==== Records provided

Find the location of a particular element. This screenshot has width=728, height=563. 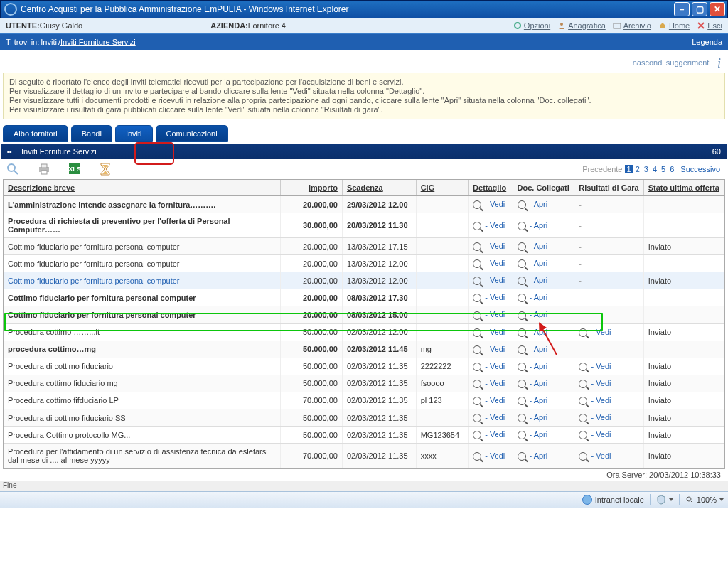

print-icon is located at coordinates (44, 169).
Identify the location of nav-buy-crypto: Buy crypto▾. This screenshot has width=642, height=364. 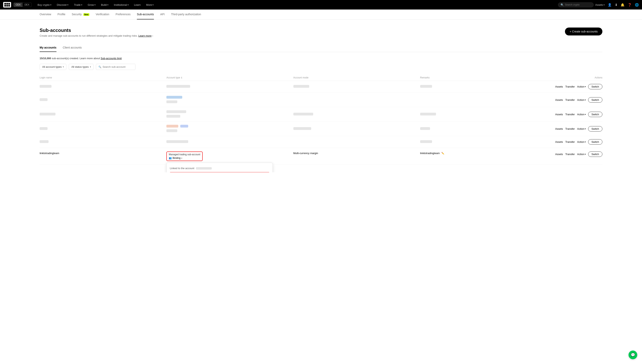
(44, 5).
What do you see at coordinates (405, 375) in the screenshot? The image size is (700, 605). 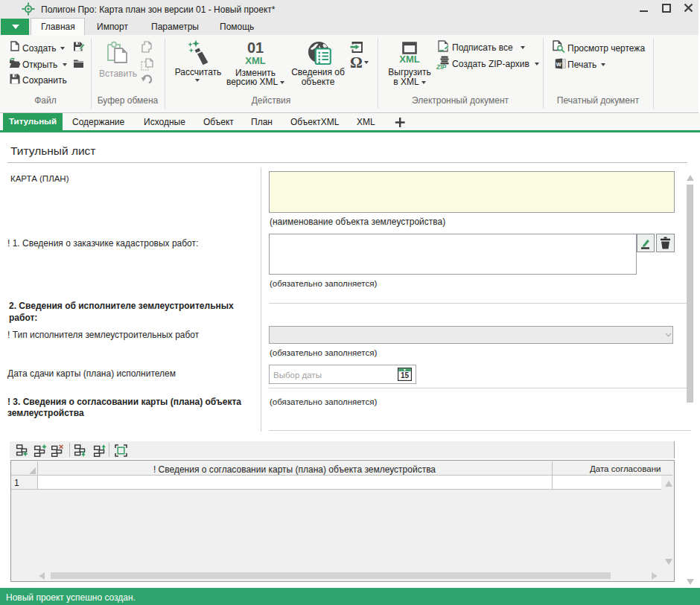 I see `svg-text: 15` at bounding box center [405, 375].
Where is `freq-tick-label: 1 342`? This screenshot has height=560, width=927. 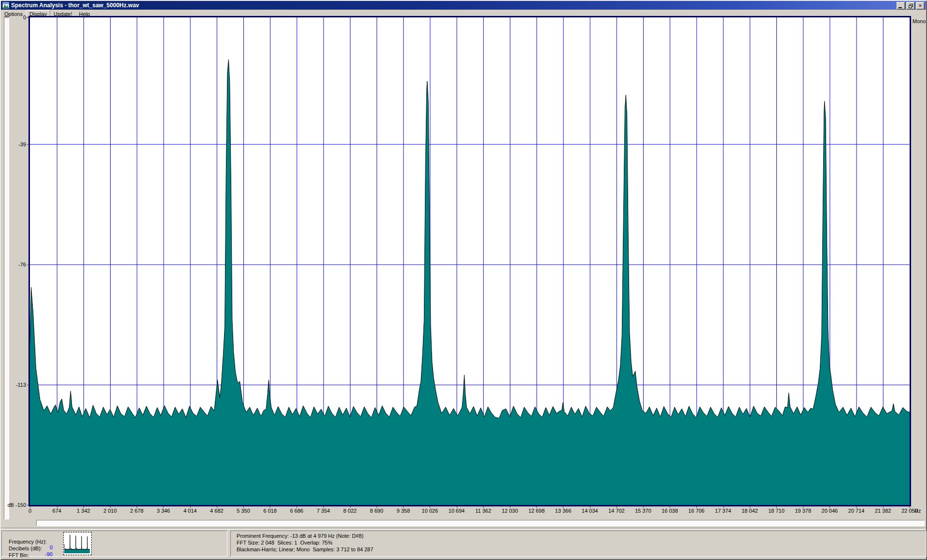
freq-tick-label: 1 342 is located at coordinates (84, 511).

========

Problem >> Leave out the pictures, and please output only the lines from the line that contains "has height=560, width=927." through the end of the data, both ends included.

Task output >>
Where is `freq-tick-label: 1 342`? This screenshot has height=560, width=927. 
freq-tick-label: 1 342 is located at coordinates (84, 511).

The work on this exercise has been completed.